----- EXTRACTED INFORMATION -----

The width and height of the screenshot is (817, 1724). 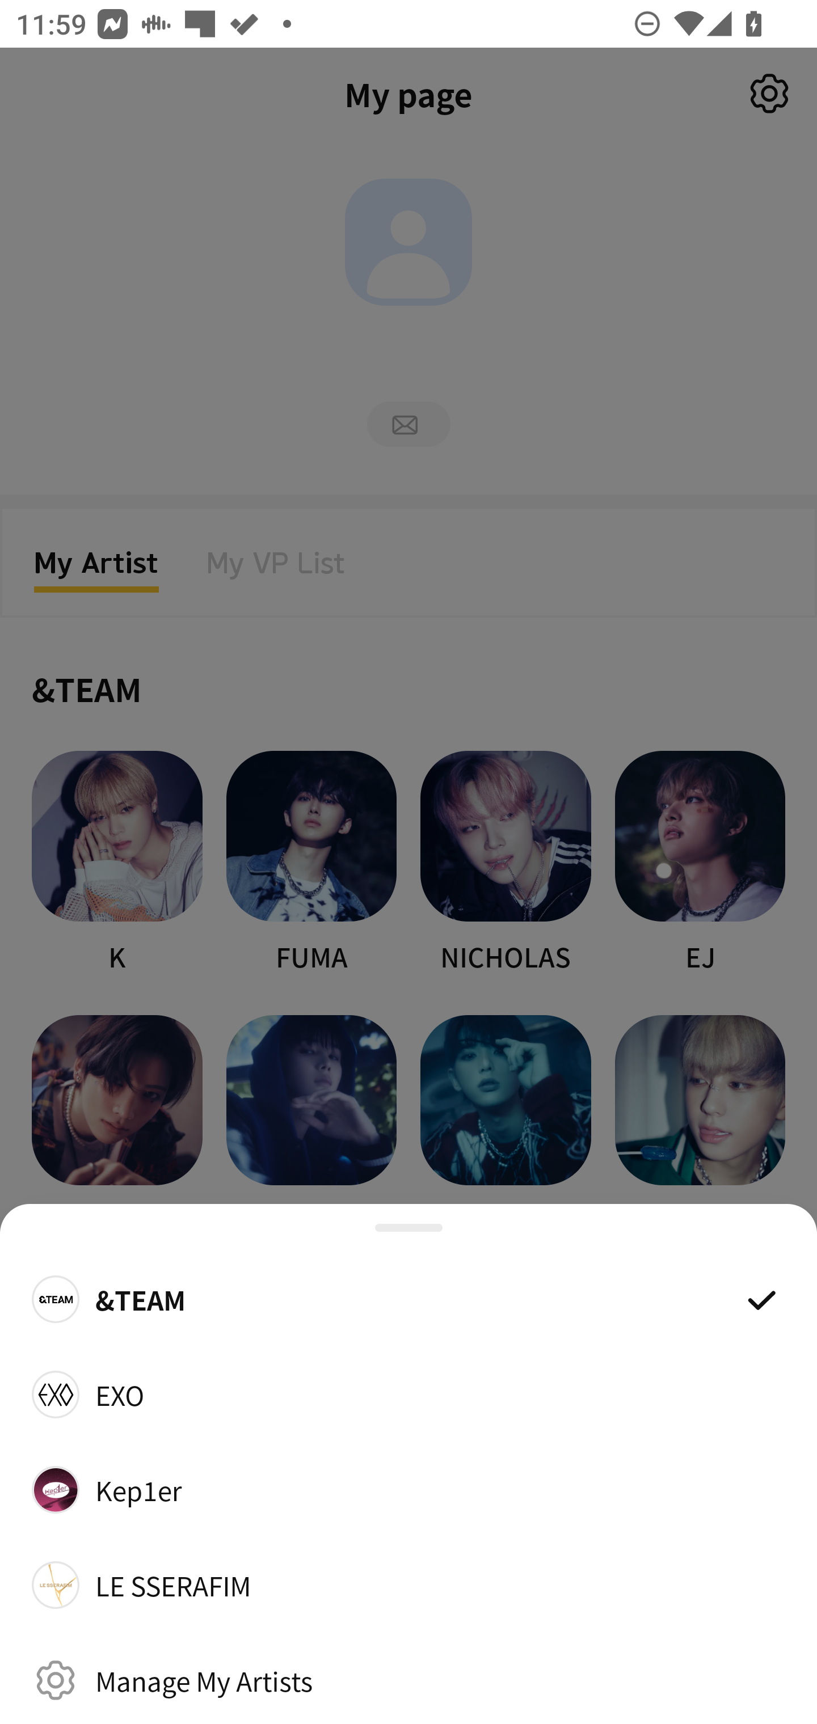 What do you see at coordinates (408, 1299) in the screenshot?
I see `&TEAM` at bounding box center [408, 1299].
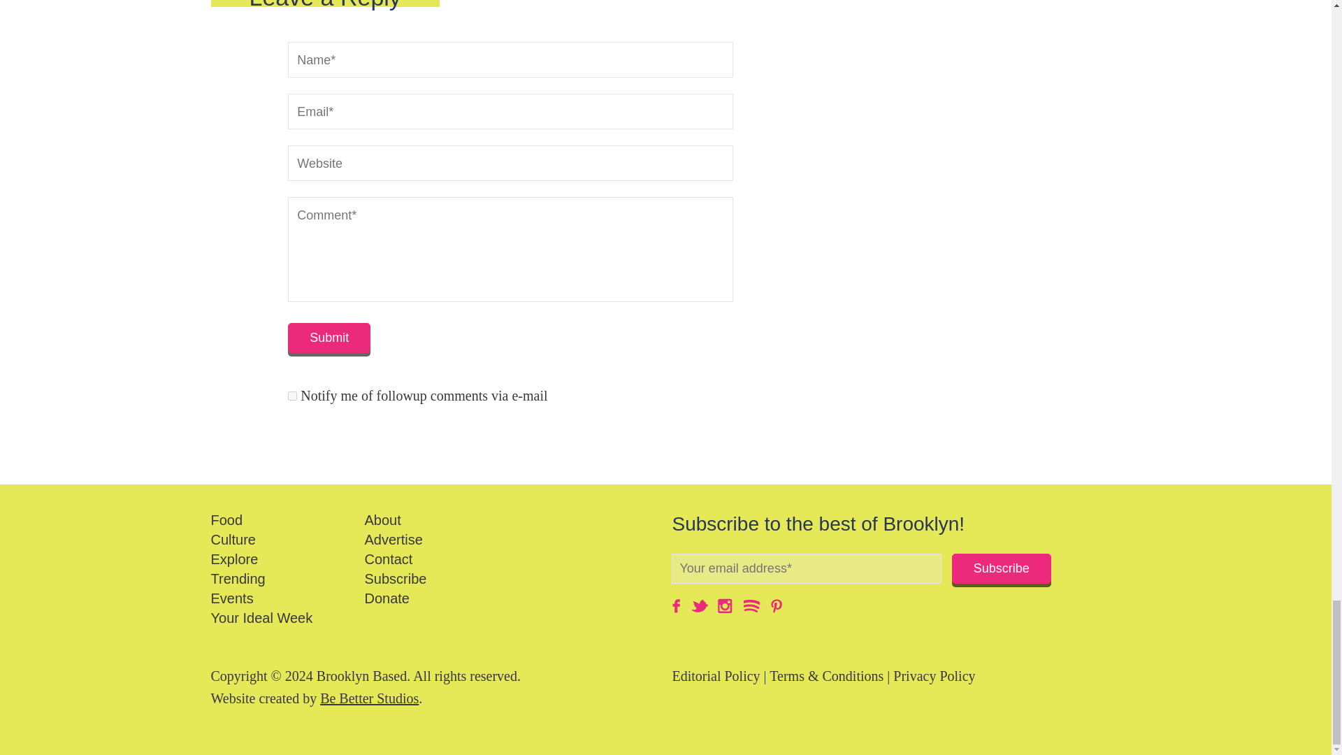 The height and width of the screenshot is (755, 1342). Describe the element at coordinates (292, 396) in the screenshot. I see `subscribe` at that location.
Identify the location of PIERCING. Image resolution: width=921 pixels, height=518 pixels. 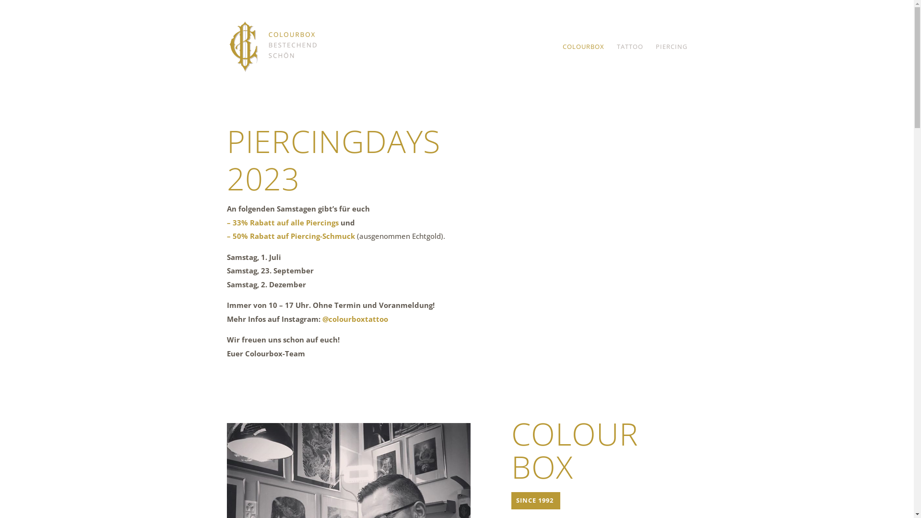
(671, 68).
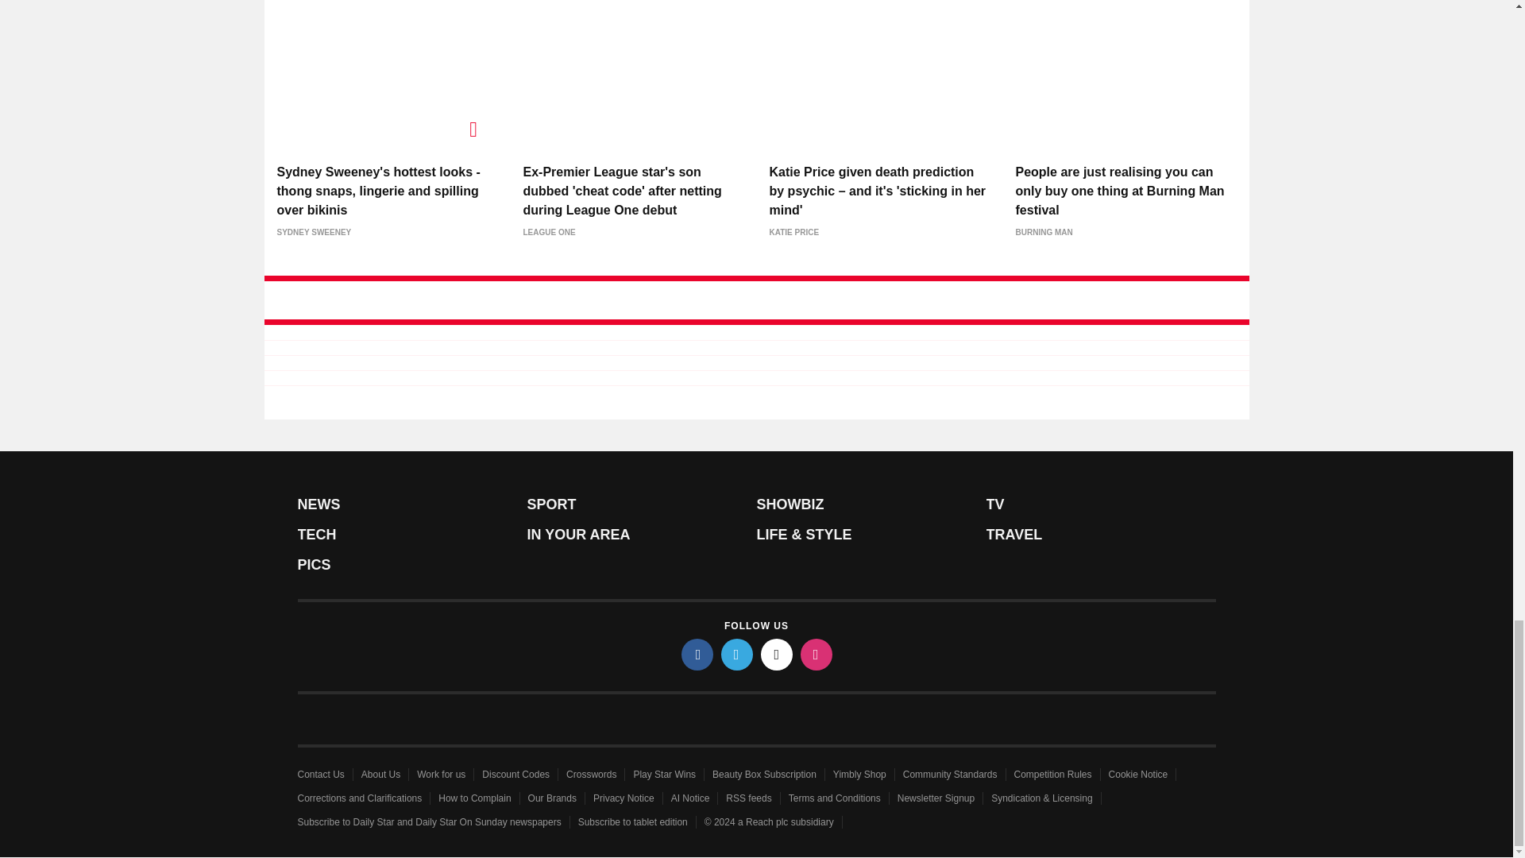 The height and width of the screenshot is (858, 1525). What do you see at coordinates (817, 654) in the screenshot?
I see `instagram` at bounding box center [817, 654].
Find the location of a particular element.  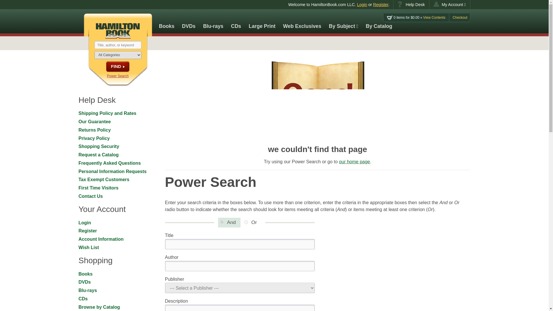

FIND is located at coordinates (117, 66).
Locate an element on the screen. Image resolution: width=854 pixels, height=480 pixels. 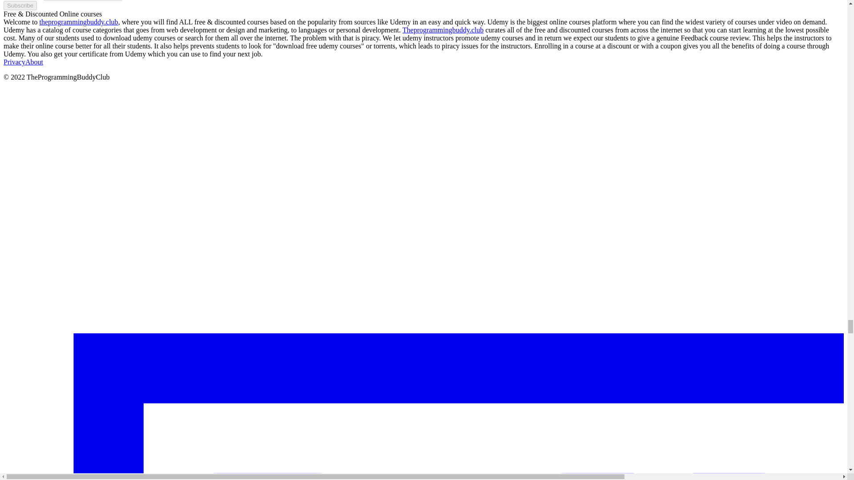
About is located at coordinates (34, 61).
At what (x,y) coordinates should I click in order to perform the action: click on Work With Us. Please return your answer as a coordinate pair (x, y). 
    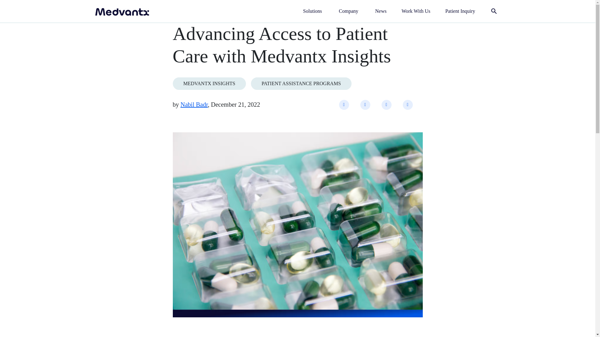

-----

▶ _EXERCISE_
Starting with the line containing "Find the location of a particular element." and ending with the last line of the records above, write out each line exactly; no pictures.

▶ _SOLUTION FOR THIS PROBLEM_
Find the location of a particular element.  

FIND is located at coordinates (117, 66).
Locate an element on the screen. Image resolution: width=854 pixels, height=480 pixels. 
About is located at coordinates (34, 61).
At what (x,y) coordinates should I click in order to perform the action: click on Work With Us. Please return your answer as a coordinate pair (x, y). 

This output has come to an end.